Justice Anthony Kennedy delivered the Opinion of the Court in Kennedy v. Louisiana (the plaintiff being of no relation to the Supreme Court justice), the case to determine the constitutionality of using capital punishment as the legal consequence of child rape. Justice Kennedy expressed concern throughout the hearing and wrote in the majority opinion that using the death penalty to punish child rapists would be contrary to "the evolving standards of decency that mark the progress of a maturing society." This holds true only if you believe that the death penalty is an indecent punishment for those who commit the most heinous crimes. Who can really argue that cold-blooded murder is more heinous that brutally and repeatedly stealing the sexual innocence of children under the age of twelve? Surely the long-term effects, both physical and psychological, are extremely significant in the pubescent development of adolescents. Why would the child also have to die to make the crime a capital offense?While Justices Kennedy, Stevens, Souter, Breyer, and Ginsburg are against the death penalty for child rapists on grounds of moral indignation, presidential candidate Barack Obama wants to govern according to the "lowest common denominator of morality," suggested James Dobson last week. What Dobson said of Obama is very apparent when one considers the senator's far-left platform, which includes the permission of partial birth abortions (which even Justice Kennedy opposed in Gonzales v. Carhart, in which his swing vote was the deciding factor in upholding the 2003 Partial Birth Abortion Ban Act). Sometimes liberals defend moral progress (from their twisted position of always looking out for the perpetrator), but other times they oppose laws on grounds that enacting them has a moral appeal without sufficient legal justification. I'm still looking for the legal justification for offering the sustenance of life in prison to those who defile little children. The majority opinion's kumbaya version of the law sure doesn't suffice in the legal realm.
It would be wrong to ban same-sex marriage on moral grounds, but it is okay to offer same-sex marriage on moral grounds. It would be wrong to ban abortion on moral grounds, but it is okay to offer abortion on moral grounds. It would be wrong to ban gun control on moral grounds, but it is okay to enact gun control on moral grounds. These are the arguments of liberals. Of course, their version of "morality" is always something along the lines of "hugs, not drugs" in philosophical strength. Liberal morality is very elastic, too. It expands and contracts just enough here and there to justify its own causes while throwing stones at causes they don't authorize.
In a recent speech, Obama appealed to the Sermon on the Mount to justify his disgust for the Department of Defense, but imagine the indignant response that President Bush would receive from liberals if he were to justify his position on embryonic stem cell research with his Christian faith. Oh wait, that already happened.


- **HOW TO COMPLETE THIS TASK**
Take the whole listing and reproduce it exactly, pictures excepted.

- **THE INPUT**
────────────────────

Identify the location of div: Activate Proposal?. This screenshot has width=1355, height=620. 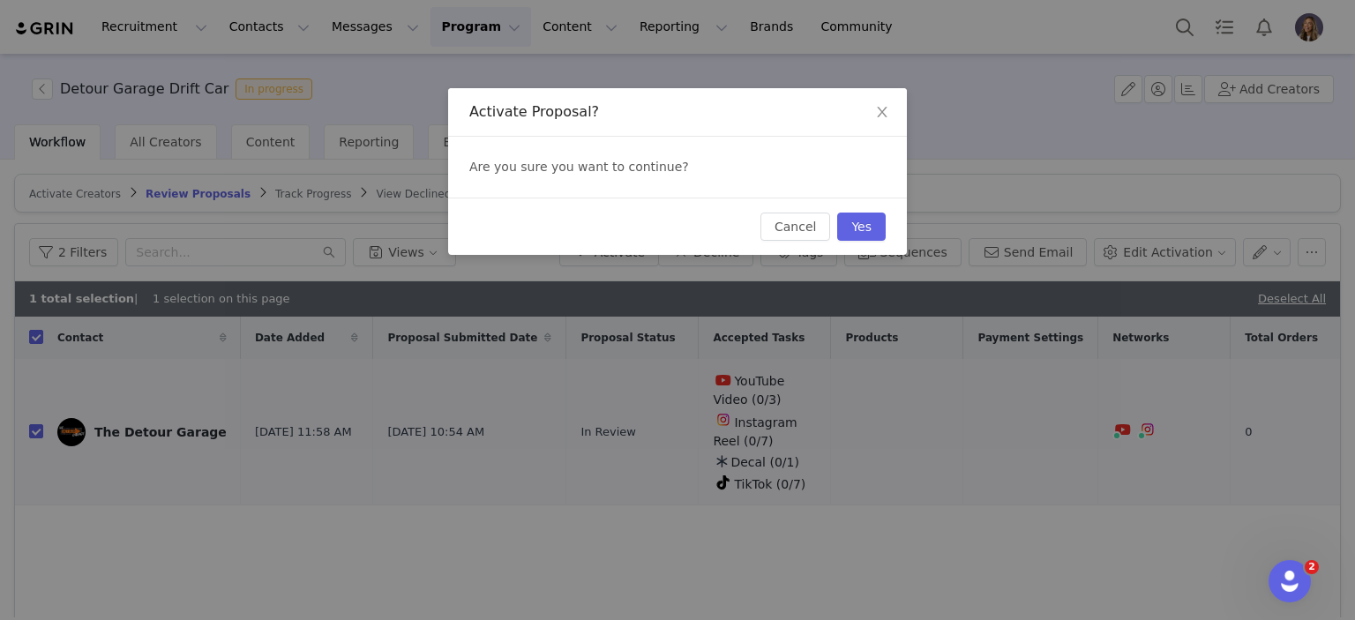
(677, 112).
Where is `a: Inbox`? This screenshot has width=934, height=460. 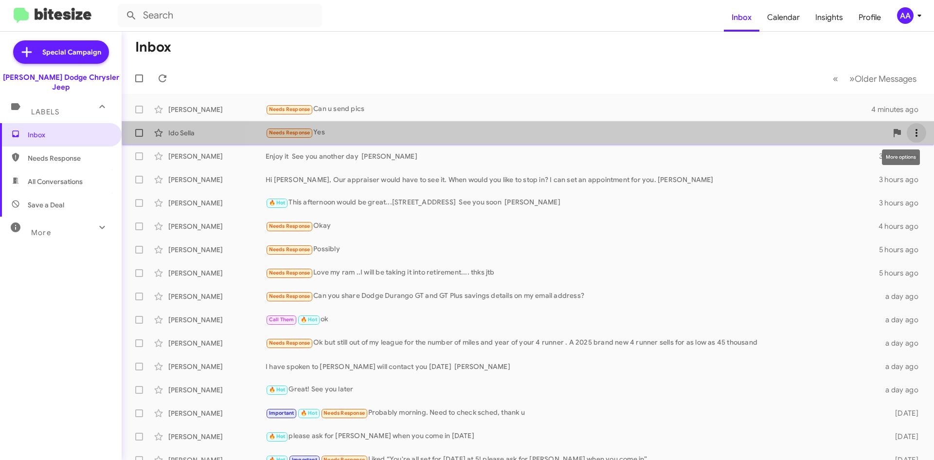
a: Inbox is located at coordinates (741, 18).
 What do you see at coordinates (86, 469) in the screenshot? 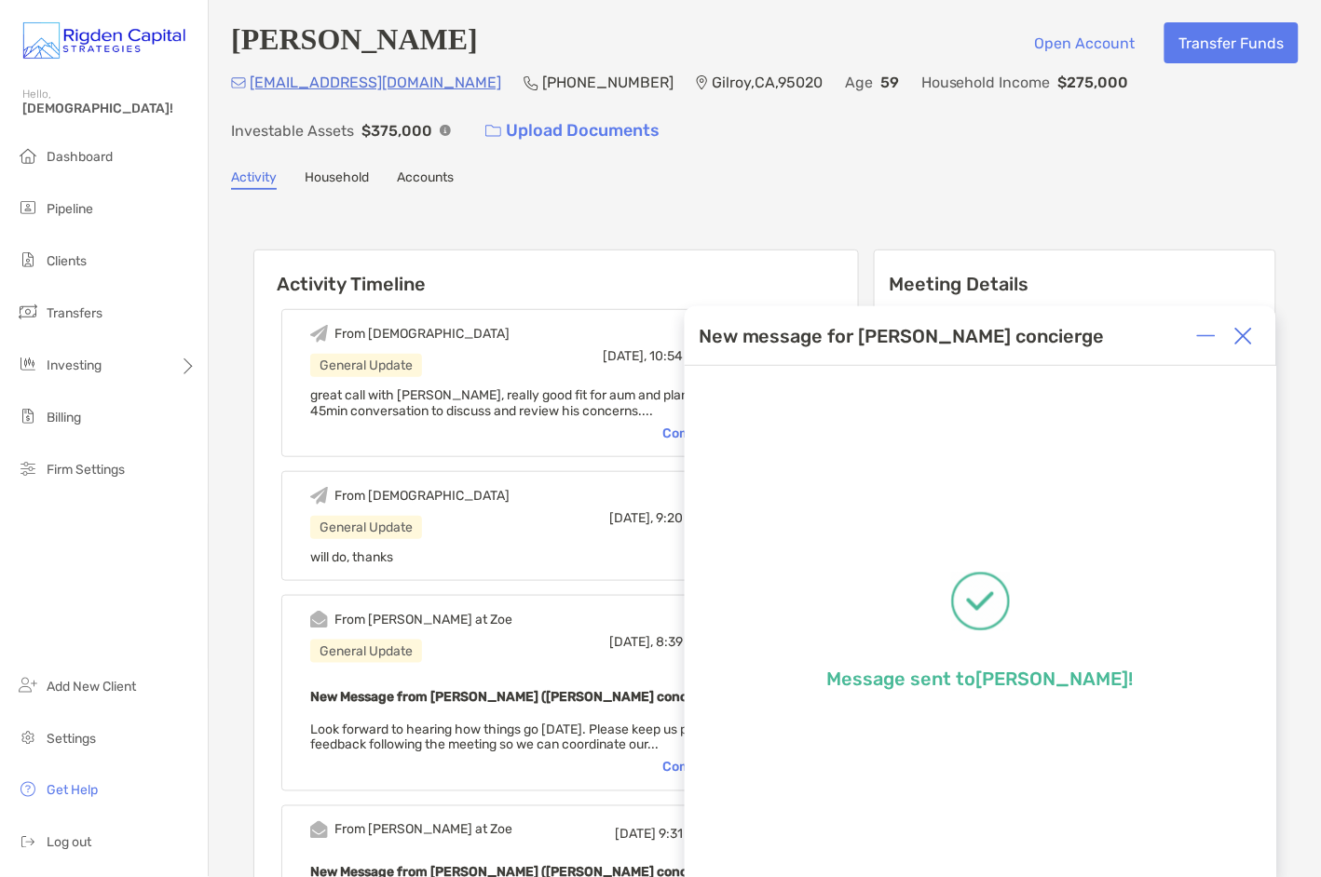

────────────────────

- **RESPONSE TO THE EXERCISE**
Identify the location of div: Activate Proposal?. This screenshot has width=1355, height=620. 
(677, 112).
Where is `a: Inbox`? This screenshot has width=934, height=460. 
a: Inbox is located at coordinates (741, 18).
 What do you see at coordinates (86, 469) in the screenshot? 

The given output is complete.